== INPUT DATA

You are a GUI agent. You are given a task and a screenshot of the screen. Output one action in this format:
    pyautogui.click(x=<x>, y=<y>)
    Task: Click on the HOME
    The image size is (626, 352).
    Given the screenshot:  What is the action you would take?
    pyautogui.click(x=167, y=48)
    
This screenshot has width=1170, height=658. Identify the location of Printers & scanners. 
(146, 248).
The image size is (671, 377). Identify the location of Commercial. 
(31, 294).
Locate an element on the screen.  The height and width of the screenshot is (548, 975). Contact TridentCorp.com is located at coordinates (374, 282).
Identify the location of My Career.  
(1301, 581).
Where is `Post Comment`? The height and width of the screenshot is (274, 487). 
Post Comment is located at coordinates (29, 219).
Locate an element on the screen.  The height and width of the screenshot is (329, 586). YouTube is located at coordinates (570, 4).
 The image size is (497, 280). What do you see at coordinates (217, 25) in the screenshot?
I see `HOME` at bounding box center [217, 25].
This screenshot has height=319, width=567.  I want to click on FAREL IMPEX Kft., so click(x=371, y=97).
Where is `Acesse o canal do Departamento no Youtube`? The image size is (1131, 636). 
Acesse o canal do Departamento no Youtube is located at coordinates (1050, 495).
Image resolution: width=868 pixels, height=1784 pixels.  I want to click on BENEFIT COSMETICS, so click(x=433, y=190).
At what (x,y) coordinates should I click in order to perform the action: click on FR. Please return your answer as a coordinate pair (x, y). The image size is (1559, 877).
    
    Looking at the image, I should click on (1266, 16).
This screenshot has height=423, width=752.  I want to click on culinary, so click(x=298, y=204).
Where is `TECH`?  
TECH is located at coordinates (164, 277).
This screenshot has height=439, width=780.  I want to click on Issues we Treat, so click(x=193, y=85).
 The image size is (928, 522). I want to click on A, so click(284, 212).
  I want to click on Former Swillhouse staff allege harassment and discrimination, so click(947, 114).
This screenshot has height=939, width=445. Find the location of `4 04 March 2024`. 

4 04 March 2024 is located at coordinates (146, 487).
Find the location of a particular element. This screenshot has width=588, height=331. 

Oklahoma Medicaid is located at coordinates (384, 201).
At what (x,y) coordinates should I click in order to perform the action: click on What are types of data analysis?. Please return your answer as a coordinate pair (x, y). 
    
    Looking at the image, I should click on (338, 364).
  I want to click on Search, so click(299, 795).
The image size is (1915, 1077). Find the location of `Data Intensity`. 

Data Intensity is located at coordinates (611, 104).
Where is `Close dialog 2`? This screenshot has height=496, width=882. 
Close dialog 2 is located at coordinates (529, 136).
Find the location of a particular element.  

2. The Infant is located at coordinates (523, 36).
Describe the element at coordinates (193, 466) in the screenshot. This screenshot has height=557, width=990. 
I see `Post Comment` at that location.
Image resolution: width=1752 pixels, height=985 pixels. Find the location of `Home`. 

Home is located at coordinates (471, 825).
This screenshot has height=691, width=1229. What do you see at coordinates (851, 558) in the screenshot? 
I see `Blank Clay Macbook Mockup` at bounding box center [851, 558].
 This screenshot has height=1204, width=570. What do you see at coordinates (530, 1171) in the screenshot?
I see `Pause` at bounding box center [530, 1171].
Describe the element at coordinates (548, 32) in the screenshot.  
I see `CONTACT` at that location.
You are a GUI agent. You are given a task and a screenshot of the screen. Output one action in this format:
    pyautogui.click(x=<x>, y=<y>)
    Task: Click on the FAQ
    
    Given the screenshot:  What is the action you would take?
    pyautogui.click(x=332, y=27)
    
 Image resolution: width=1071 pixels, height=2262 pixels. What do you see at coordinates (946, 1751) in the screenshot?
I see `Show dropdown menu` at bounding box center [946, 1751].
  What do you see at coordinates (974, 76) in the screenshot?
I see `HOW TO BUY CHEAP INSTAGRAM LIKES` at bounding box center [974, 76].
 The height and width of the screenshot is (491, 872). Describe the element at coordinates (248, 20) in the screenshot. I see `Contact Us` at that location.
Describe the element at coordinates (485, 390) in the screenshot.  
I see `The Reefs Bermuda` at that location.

====

Give the records again, complete and exact.

● SOLVED EXERCISE:
You are a GUI agent. You are given a task and a screenshot of the screen. Output one action in this format:
    pyautogui.click(x=<x>, y=<y>)
    Task: Click on the HOME
    The image size is (626, 352).
    Given the screenshot:  What is the action you would take?
    pyautogui.click(x=167, y=48)
    
This screenshot has width=1170, height=658. Identify the location of Printers & scanners. 
(146, 248).
The image size is (671, 377). Identify the location of Commercial. 
(31, 294).
Locate an element on the screen.  The height and width of the screenshot is (548, 975). Contact TridentCorp.com is located at coordinates (374, 282).
Identify the location of My Career.  
(1301, 581).
Where is `Post Comment`? The height and width of the screenshot is (274, 487). 
Post Comment is located at coordinates (29, 219).
Locate an element on the screen.  The height and width of the screenshot is (329, 586). YouTube is located at coordinates (570, 4).
 The image size is (497, 280). What do you see at coordinates (217, 25) in the screenshot?
I see `HOME` at bounding box center [217, 25].
This screenshot has height=319, width=567.  I want to click on FAREL IMPEX Kft., so click(x=371, y=97).
Where is `Acesse o canal do Departamento no Youtube`? The image size is (1131, 636). 
Acesse o canal do Departamento no Youtube is located at coordinates (1050, 495).
Image resolution: width=868 pixels, height=1784 pixels.  I want to click on BENEFIT COSMETICS, so click(x=433, y=190).
At what (x,y) coordinates should I click in order to perform the action: click on FR. Please return your answer as a coordinate pair (x, y). The image size is (1559, 877).
    
    Looking at the image, I should click on (1266, 16).
This screenshot has height=423, width=752.  I want to click on culinary, so click(x=298, y=204).
Where is `TECH`?  
TECH is located at coordinates (164, 277).
This screenshot has height=439, width=780.  I want to click on Issues we Treat, so click(x=193, y=85).
 The image size is (928, 522). I want to click on A, so click(284, 212).
  I want to click on Former Swillhouse staff allege harassment and discrimination, so click(947, 114).
This screenshot has height=939, width=445. Find the location of `4 04 March 2024`. 

4 04 March 2024 is located at coordinates (146, 487).
Find the location of a particular element. This screenshot has width=588, height=331. 

Oklahoma Medicaid is located at coordinates (384, 201).
At what (x,y) coordinates should I click in order to perform the action: click on What are types of data analysis?. Please return your answer as a coordinate pair (x, y). 
    
    Looking at the image, I should click on (338, 364).
  I want to click on Search, so click(299, 795).
The image size is (1915, 1077). Find the location of `Data Intensity`. 

Data Intensity is located at coordinates (611, 104).
Where is `Close dialog 2`? This screenshot has height=496, width=882. 
Close dialog 2 is located at coordinates (529, 136).
Find the location of a particular element.  

2. The Infant is located at coordinates (523, 36).
Describe the element at coordinates (193, 466) in the screenshot. This screenshot has height=557, width=990. 
I see `Post Comment` at that location.
Image resolution: width=1752 pixels, height=985 pixels. Find the location of `Home`. 

Home is located at coordinates (471, 825).
This screenshot has height=691, width=1229. What do you see at coordinates (851, 558) in the screenshot? 
I see `Blank Clay Macbook Mockup` at bounding box center [851, 558].
 This screenshot has height=1204, width=570. What do you see at coordinates (530, 1171) in the screenshot?
I see `Pause` at bounding box center [530, 1171].
Describe the element at coordinates (548, 32) in the screenshot.  
I see `CONTACT` at that location.
You are a GUI agent. You are given a task and a screenshot of the screen. Output one action in this format:
    pyautogui.click(x=<x>, y=<y>)
    Task: Click on the FAQ
    
    Given the screenshot:  What is the action you would take?
    pyautogui.click(x=332, y=27)
    
 Image resolution: width=1071 pixels, height=2262 pixels. What do you see at coordinates (946, 1751) in the screenshot?
I see `Show dropdown menu` at bounding box center [946, 1751].
  What do you see at coordinates (974, 76) in the screenshot?
I see `HOW TO BUY CHEAP INSTAGRAM LIKES` at bounding box center [974, 76].
 The height and width of the screenshot is (491, 872). Describe the element at coordinates (248, 20) in the screenshot. I see `Contact Us` at that location.
Describe the element at coordinates (485, 390) in the screenshot.  
I see `The Reefs Bermuda` at that location.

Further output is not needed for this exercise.